Our flight to Amman from Gatwick left on time and had nothing to distinguish it from any other easy jet flight other than an above average density of veiled English ladies with Midlands accents in the company of Arabic looking men and numerous children. On arrival, the wives were in the visa queue with me, so maybe their “belonging” hasn’t gone beyond the veil as yet…
We landed on time, at about 8 p.m. local time, and it took about an hour to buy our visas, get through customs, recuperate our luggage and find the Europcar desk, where they had no trace of our reservation, but were cooperative in helping us find it (try entering your easy jet account details backwards on an Arabic computer). In exchange for our credit card details, we left the terminal with a battered car and set off for our hotel, in the centre of Amman. Sorting out the easy jet anomalies would be a task for later…
The roads are good in Jordan and weren’t too busy on a Sunday night, but on arrival in the city centre we got hopelessly lost – most of the streets don’t have names and what they call “circles” (roundabouts) are in fact interchanges so you just end up guessing where you have to go… and we thus got more and more lost. We ended up stopping and asking some traffic police the way. Contrary to the impression given by their powerful motorbikes, they were anything but menacing: “Welcome, where are you from?” They offered to escort us and Erik enjoyed slaloming through the city with a police outrider for a while, but our scout couldn’t find the hotel either… and sped off apologetically into the night leaving us to find our own way. I should maybe say at this point that this being a holiday aimed primarily at rest and recuperation, we hadn’t opted for a backpackers’. The hotel the Amman Police, for all their goodwill, couldn’t find was the Intercontinental! Imagine a similar scenario in Geneva! Anyway, to cut an overlong story short, we found the hotel, were upgraded to a wonderful room and enjoyed a delicious Lebanese dinner in one of the hotel restaurants (Mexican or Indian were the other choices but we had just arrived in the Middle East after all!). The only Jordanian ingredient of our first Arabian night was the full-bodied red wine we drank over supper.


Exercise brief — The response must reproduce every record in full.

*** Block opens ***

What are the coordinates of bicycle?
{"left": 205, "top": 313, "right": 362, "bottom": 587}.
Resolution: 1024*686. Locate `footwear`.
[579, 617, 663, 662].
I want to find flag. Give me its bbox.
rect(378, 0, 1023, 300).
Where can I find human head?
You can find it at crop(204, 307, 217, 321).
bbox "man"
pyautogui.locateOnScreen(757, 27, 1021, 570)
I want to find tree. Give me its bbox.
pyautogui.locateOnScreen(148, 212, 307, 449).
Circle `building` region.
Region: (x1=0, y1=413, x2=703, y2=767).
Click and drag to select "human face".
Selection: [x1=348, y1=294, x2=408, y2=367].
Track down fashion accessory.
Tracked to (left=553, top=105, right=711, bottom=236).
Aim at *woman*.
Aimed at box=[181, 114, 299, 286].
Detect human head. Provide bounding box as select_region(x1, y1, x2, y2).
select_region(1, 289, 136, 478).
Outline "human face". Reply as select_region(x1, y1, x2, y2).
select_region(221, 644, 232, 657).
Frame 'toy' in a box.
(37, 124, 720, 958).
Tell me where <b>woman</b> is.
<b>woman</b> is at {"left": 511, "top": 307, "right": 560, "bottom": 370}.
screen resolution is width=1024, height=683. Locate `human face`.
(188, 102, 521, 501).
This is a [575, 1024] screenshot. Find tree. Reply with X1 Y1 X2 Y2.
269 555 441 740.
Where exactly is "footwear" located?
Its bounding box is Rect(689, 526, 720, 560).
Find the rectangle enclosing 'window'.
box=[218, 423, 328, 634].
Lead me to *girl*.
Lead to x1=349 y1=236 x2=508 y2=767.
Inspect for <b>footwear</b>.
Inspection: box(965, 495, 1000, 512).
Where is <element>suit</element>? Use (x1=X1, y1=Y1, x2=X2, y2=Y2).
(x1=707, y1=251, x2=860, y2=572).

*** Block closes ***

Output of the task —
What are the coordinates of bicycle?
{"left": 205, "top": 313, "right": 362, "bottom": 587}.
Resolution: 1024*686. Locate `footwear`.
[579, 617, 663, 662].
I want to find flag. Give me its bbox.
rect(378, 0, 1023, 300).
Where can I find human head?
You can find it at crop(204, 307, 217, 321).
bbox "man"
pyautogui.locateOnScreen(757, 27, 1021, 570)
I want to find tree. Give me its bbox.
pyautogui.locateOnScreen(148, 212, 307, 449).
Circle `building` region.
Region: (x1=0, y1=413, x2=703, y2=767).
Click and drag to select "human face".
Selection: [x1=348, y1=294, x2=408, y2=367].
Track down fashion accessory.
Tracked to (left=553, top=105, right=711, bottom=236).
Aim at *woman*.
Aimed at box=[181, 114, 299, 286].
Detect human head. Provide bounding box as select_region(x1, y1, x2, y2).
select_region(1, 289, 136, 478).
Outline "human face". Reply as select_region(x1, y1, x2, y2).
select_region(221, 644, 232, 657).
Frame 'toy' in a box.
(37, 124, 720, 958).
Tell me where <b>woman</b> is.
<b>woman</b> is at {"left": 511, "top": 307, "right": 560, "bottom": 370}.
screen resolution is width=1024, height=683. Locate `human face`.
(188, 102, 521, 501).
This is a [575, 1024] screenshot. Find tree. Reply with X1 Y1 X2 Y2.
269 555 441 740.
Where exactly is "footwear" located?
Its bounding box is Rect(689, 526, 720, 560).
Find the rectangle enclosing 'window'.
box=[218, 423, 328, 634].
Lead me to *girl*.
Lead to x1=349 y1=236 x2=508 y2=767.
Inspect for <b>footwear</b>.
Inspection: box(965, 495, 1000, 512).
Where is <element>suit</element>? Use (x1=X1, y1=Y1, x2=X2, y2=Y2).
(x1=707, y1=251, x2=860, y2=572).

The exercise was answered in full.